Paul Wise <p...@debian.org> writes:
> On Thu, Oct 18, 2018 at 5:24 AM Russ Allbery wrote:

>> Timer units are also a more complicated problem since they're not a
>> superset of cron behavior.  They do some things better than cron jobs;
>> they do other things much *worse* than cron jobs.  I have cron jobs
>> that I wanted to convert to timer units and discovered I couldn't
>> because timers simply wouldn't work for what I was trying to do.

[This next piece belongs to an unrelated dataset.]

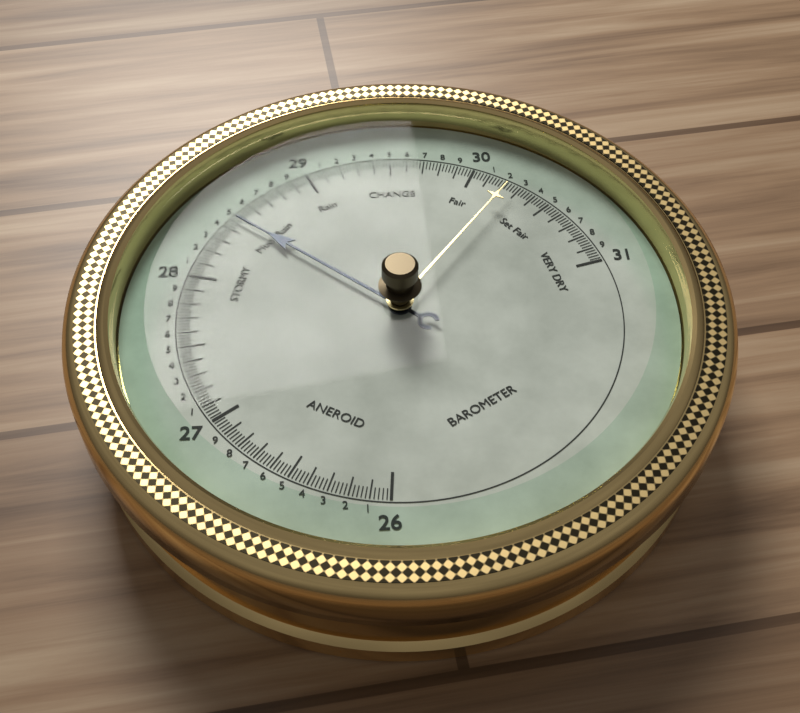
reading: 28.48 (no unit)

> Could you give some examples of the issues you discovered with systemd
> timers?

> BTW, we have in systemd-cron a tool for generating systemd units from
> crontab/etc.

MAILTO was the main thing that I remember missing in terms of pure
functionality.

The other problem I can recall wasn't functionality, but was ease of use:
a timer unit can only trigger a service unit, and service units aren't
suitable for doing arbitrary shell scripting.  Here, this wasn't for
packaging but was instead as a local system administrator.  I have a lot
of cases where I drop a simple 20-line shell script into /etc/cron.daily
that has some logic intermixed with variables that list things like, say,
directories to back up to another host.  I looked at replacing that with a
timer unit, just as an experiment, but I would have had to write the timer
unit to control the timing, a separate exec unit that specifies what
command to run, and then put the shell script into yet a third file (with
no particularly obvious location for the local system administrator).
Since I don't like using /usr/local/bin for such things, I'd probably end
up extracting configuration from the script, sticking the script in a
local Debian package, and installing the configuration separately.  I now
have four different files just to replace a single file dropped into a
directory.

Admittedly, this was to replace something run from cron.daily, and maybe
the solution there (if one is considering a system that doesn't need a
separate cron daemon, which in theory should be possible if one wanted to
do it although not necessary of course) would be to have a single timer
unit that uses run-parts the way that cron runs cron.daily.  Timer units
were a closer match for cron.d, although I'm still missing MAILTO.